From Costanza's original thread (entire text):
This is for anyone in the LessWrong community who has made at least some effort to read the sequences and follow along, but is still confused on some point, and is perhaps feeling a bit embarrassed. Here, newbies and not-so-newbies are free to ask very basic but still relevant questions with the understanding that the answers are probably somewhere in the sequences. Similarly, LessWrong tends to presume a rather high threshold for understanding science and technology. Relevant questions in those areas are welcome as well. Anyone who chooses to respond should respectfully guide the questioner to a helpful resource, and questioners should be appropriately grateful. Good faith should be presumed on both sides, unless and until it is shown to be absent. If a questioner is not sure whether a question is relevant, ask it, and also ask if it's relevant.
Meta:
- How often should these be made? I think one every three months is the correct frequency.
- Costanza made the original thread, but I am OpenThreadGuy. I am therefore not only entitled but required to post this in his stead. But I got his permission anyway.
"Acausal" is used as a contrast to Causal Decision Theory (CDT). CDT states that decisions should be evaluated with respect to their causal consequences; ie if there's no way for a decision to have a causal impact on something, then it is ignored. (More precisely, in terms of Pearl's Causality, CDT is equivalent to having your decision conduct a counterfactual surgery on a Directed Acyclic Graph that represents the world, with the directions representing causality, then updating nodes affected by the decision.) However, there is a class of decisions for which your decision literally does have an acausal impact. The classic example is Newcomb's Problem, in which another agent uses a simulation of your decision to decide whether or not to put money in a box; however, the simulation took place before your actual decision, and so the money is already in the box or not by the time you're making your decision.

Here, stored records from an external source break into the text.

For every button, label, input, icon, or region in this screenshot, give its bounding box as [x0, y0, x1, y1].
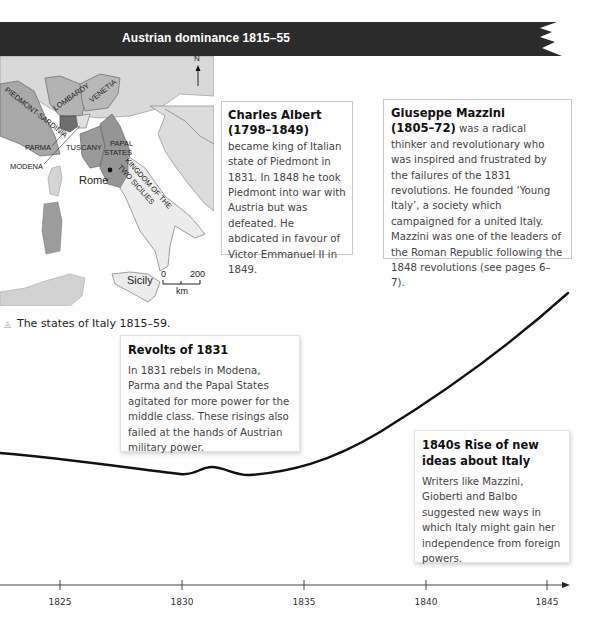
italy-map: N PIEDMONT-SARDINIA LOMBARDY VENETIA PAR… [0, 56, 214, 306]
mazzini-name-line1: Giuseppe Mazzini [391, 106, 505, 120]
tick-label-1845: 1845 [536, 597, 559, 607]
charles-albert-box: Charles Albert (1798–1849) became king o… [221, 101, 353, 255]
mazzini-name-line2: (1805–72) [391, 121, 456, 135]
revolts-title: Revolts of 1831 [128, 342, 292, 358]
caption-triangle-icon: ◬ [4, 319, 11, 329]
scale-unit-label: km [176, 287, 188, 296]
map-caption: ◬The states of Italy 1815–59. [4, 317, 170, 330]
tick-label-1830: 1830 [171, 597, 194, 607]
ideas-title: 1840s Rise of new ideas about Italy [422, 437, 562, 469]
tick-label-1840: 1840 [415, 597, 438, 607]
map-label-papal-states-1: PAPAL [110, 140, 133, 148]
section-banner: Austrian dominance 1815–55 [0, 22, 580, 56]
map-label-tuscany: TUSCANY [66, 144, 102, 152]
map-label-modena: MODENA [10, 163, 43, 171]
charles-albert-text: became king of Italian state of Piedmont… [228, 141, 346, 275]
scale-end-label: 200 [190, 270, 205, 279]
ideas-1840s-box: 1840s Rise of new ideas about Italy Writ… [414, 430, 570, 563]
charles-albert-name-line1: Charles Albert [228, 108, 321, 122]
banner-title: Austrian dominance 1815–55 [122, 31, 290, 45]
timeline-axis: 1825 1830 1835 1840 1845 [0, 575, 604, 615]
scale-start-label: 0 [161, 270, 166, 279]
map-label-rome: Rome [79, 175, 108, 186]
tick-label-1825: 1825 [49, 597, 72, 607]
revolts-1831-box: Revolts of 1831 In 1831 rebels in Modena… [120, 335, 300, 452]
mazzini-box: Giuseppe Mazzini (1805–72) was a radical… [383, 99, 572, 259]
map-label-papal-states-2: STATES [104, 149, 132, 157]
map-label-sicily: Sicily [127, 275, 153, 286]
ideas-text: Writers like Mazzini, Gioberti and Balbo… [422, 474, 562, 566]
compass-north-label: N [194, 55, 200, 63]
tick-label-1835: 1835 [293, 597, 316, 607]
map-caption-text: The states of Italy 1815–59. [17, 317, 171, 330]
mazzini-text: was a radical thinker and revolutionary … [391, 123, 562, 288]
revolts-text: In 1831 rebels in Modena, Parma and the … [128, 363, 292, 455]
map-label-parma: PARMA [25, 144, 51, 152]
charles-albert-name-line2: (1798–1849) [228, 123, 309, 137]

"Acausal" refers to anything falling in this category of decisions that have impacts that do not result causally from your decisions or actions. One example is, as above, Newcomb's Problem; other examples include:
There are a number of acausal decision theories: Evidential Decision Theory (EDT), Updateless Decision Theory (UDT), Timeless Decision Theory (TDT), and Ambient Decision Theory (ADT).
In EDT, which originates in academia, casuality is completely ignored, and only correlations are used. This leads to the correct answer on Newscomb's Problem, but fails on others- for example, the Smoking Lesion. UDT is essentially EDT, but with an agent that has access to its own code. (There's a video and transcript explaining this in more detail here).
TDT, like CDT, relies on causality instead of correlation; however, instead of having agents chose a decision that is implemented, it has agents first chose a platonic computation that is instantiated in, among other things, the actual decision maker; however, is is also instantiated in every other algorithm is equal, acausally, to the decision maker's algorithm, including simulations, other agents, etc. And, given all of these instantiations, the agent then choses the utility-maximizing algorithm.
ADT...I don't really know, although the wiki says that it is "variant of updateless decision theory that uses first order logic instead of mathematical intuition module (MIM), emphasizing the way an agent can control which mathematical structure a fixed definition defines, an aspect of UDT separate from its own emphasis on not making the mistake of updating away things one can still acausally control."